What is the difference between transferring records to an archive and destroying them at the end of a retention period?
Both transfer to an archive and destruction are forms of disposition — the final action taken on a record once its retention period ends. The difference lies in what happens to the record next, and that outcome is determined long before the period expires, by how the record was appraised and scheduled.
Two Different Endings
Transfer to an archive means the record is moved to a repository for long-term or permanent preservation because it has enduring value — legal, historical, evidential, or informational. The record is not eliminated; it is relocated, often with a change in custody. In government settings this typically means transfer to a national or state archive; in organizations it may mean an internal archival or historical program.
Destruction means the record is permanently eliminated — shredded, pulped, degaussed, or securely deleted — because it has no remaining value to the organization and no legal reason to keep it. Once the retention period lapses, holding records longer can increase storage cost, privacy exposure, and discovery risk.
What Decides Which One Happens
The deciding factor is the record’s appraised value, captured in a retention schedule:
- Records judged to have permanent or archival value are scheduled for transfer or accession.
- Records judged to have only temporary value are scheduled for destruction after their retention period.
Most records are temporary. Only a small fraction warrant permanent preservation. The schedule, not the calendar, drives the choice.
Why the Distinction Matters
- Authorization: Both actions must be authorized by an approved schedule. Destroying a record that should have been archived — or that is under a legal hold or active investigation — can carry serious consequences.
- Defensibility: Destruction should be documented (a certificate or log of destruction) so the organization can show it acted in the normal course of business under policy, not to evade obligations.
- Continuity: Transfer preserves accountability and public memory. Destruction reduces clutter and risk. A sound program does both, in the right proportions.
In short, the end of a retention period triggers disposition — but whether that disposition is preservation or elimination was decided by appraisal and recorded in the schedule.
Learn more on the retention and disposition topic hub.
Sources & further reading
Authoritative government and non-profit references.
- Records management (NARA) — National Archives (NARA)
- General Records Schedules — National Archives (NARA)
How to cite this page
APA
RM University Editorial. (2026). What is the difference between transferring records to an archive and destroying them at the end of a retention period?. Records Management University. https://www.recordsmgmt.org/questions/transferring-records-vs-destroying-them-at-disposition/
MLA
RM University Editorial. "What is the difference between transferring records to an archive and destroying them at the end of a retention period?." Records Management University, 16 June 2026, www.recordsmgmt.org/questions/transferring-records-vs-destroying-them-at-disposition/.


● **Instructions to follow**
For each line in the records, produce an exact copy.
[Start of section]
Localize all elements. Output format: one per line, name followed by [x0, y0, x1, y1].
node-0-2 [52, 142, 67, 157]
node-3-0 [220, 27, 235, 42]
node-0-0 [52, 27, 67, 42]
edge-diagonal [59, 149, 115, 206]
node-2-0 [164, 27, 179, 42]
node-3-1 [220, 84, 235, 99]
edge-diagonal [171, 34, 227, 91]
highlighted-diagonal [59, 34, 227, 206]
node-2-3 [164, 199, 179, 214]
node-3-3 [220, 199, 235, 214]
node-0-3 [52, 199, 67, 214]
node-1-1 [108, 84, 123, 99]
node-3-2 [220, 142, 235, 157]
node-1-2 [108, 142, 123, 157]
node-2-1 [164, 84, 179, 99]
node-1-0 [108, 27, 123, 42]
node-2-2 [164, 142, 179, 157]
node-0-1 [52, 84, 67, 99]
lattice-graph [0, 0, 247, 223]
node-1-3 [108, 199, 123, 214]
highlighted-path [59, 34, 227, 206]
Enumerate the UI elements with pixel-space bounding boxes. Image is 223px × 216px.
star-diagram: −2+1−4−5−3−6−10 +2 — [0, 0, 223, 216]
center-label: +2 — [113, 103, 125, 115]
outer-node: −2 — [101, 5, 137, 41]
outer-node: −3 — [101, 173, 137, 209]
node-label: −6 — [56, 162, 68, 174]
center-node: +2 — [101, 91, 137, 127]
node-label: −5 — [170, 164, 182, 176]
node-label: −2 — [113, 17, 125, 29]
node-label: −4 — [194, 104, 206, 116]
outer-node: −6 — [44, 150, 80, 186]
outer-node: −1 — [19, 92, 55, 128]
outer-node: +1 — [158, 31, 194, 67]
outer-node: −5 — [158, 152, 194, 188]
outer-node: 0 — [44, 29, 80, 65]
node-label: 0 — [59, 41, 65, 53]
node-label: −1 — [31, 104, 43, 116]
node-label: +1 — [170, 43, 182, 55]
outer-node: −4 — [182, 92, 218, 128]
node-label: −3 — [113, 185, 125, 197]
[End of section]
● **Your solution**
Localize all elements. Output format: one per line, name followed by [x0, y0, x1, y1].
node-0-2 [52, 142, 67, 157]
node-3-0 [220, 27, 235, 42]
node-0-0 [52, 27, 67, 42]
edge-diagonal [59, 149, 115, 206]
node-2-0 [164, 27, 179, 42]
node-3-1 [220, 84, 235, 99]
edge-diagonal [171, 34, 227, 91]
highlighted-diagonal [59, 34, 227, 206]
node-2-3 [164, 199, 179, 214]
node-3-3 [220, 199, 235, 214]
node-0-3 [52, 199, 67, 214]
node-1-1 [108, 84, 123, 99]
node-3-2 [220, 142, 235, 157]
node-1-2 [108, 142, 123, 157]
node-2-1 [164, 84, 179, 99]
node-1-0 [108, 27, 123, 42]
node-2-2 [164, 142, 179, 157]
node-0-1 [52, 84, 67, 99]
lattice-graph [0, 0, 247, 223]
node-1-3 [108, 199, 123, 214]
highlighted-path [59, 34, 227, 206]
Enumerate the UI elements with pixel-space bounding boxes. Image is 223px × 216px.
star-diagram: −2+1−4−5−3−6−10 +2 — [0, 0, 223, 216]
center-label: +2 — [113, 103, 125, 115]
outer-node: −2 — [101, 5, 137, 41]
outer-node: −3 — [101, 173, 137, 209]
node-label: −6 — [56, 162, 68, 174]
center-node: +2 — [101, 91, 137, 127]
node-label: −5 — [170, 164, 182, 176]
node-label: −2 — [113, 17, 125, 29]
node-label: −4 — [194, 104, 206, 116]
outer-node: −6 — [44, 150, 80, 186]
outer-node: −1 — [19, 92, 55, 128]
outer-node: +1 — [158, 31, 194, 67]
outer-node: −5 — [158, 152, 194, 188]
outer-node: 0 — [44, 29, 80, 65]
node-label: 0 — [59, 41, 65, 53]
node-label: −1 — [31, 104, 43, 116]
node-label: +1 — [170, 43, 182, 55]
outer-node: −4 — [182, 92, 218, 128]
node-label: −3 — [113, 185, 125, 197]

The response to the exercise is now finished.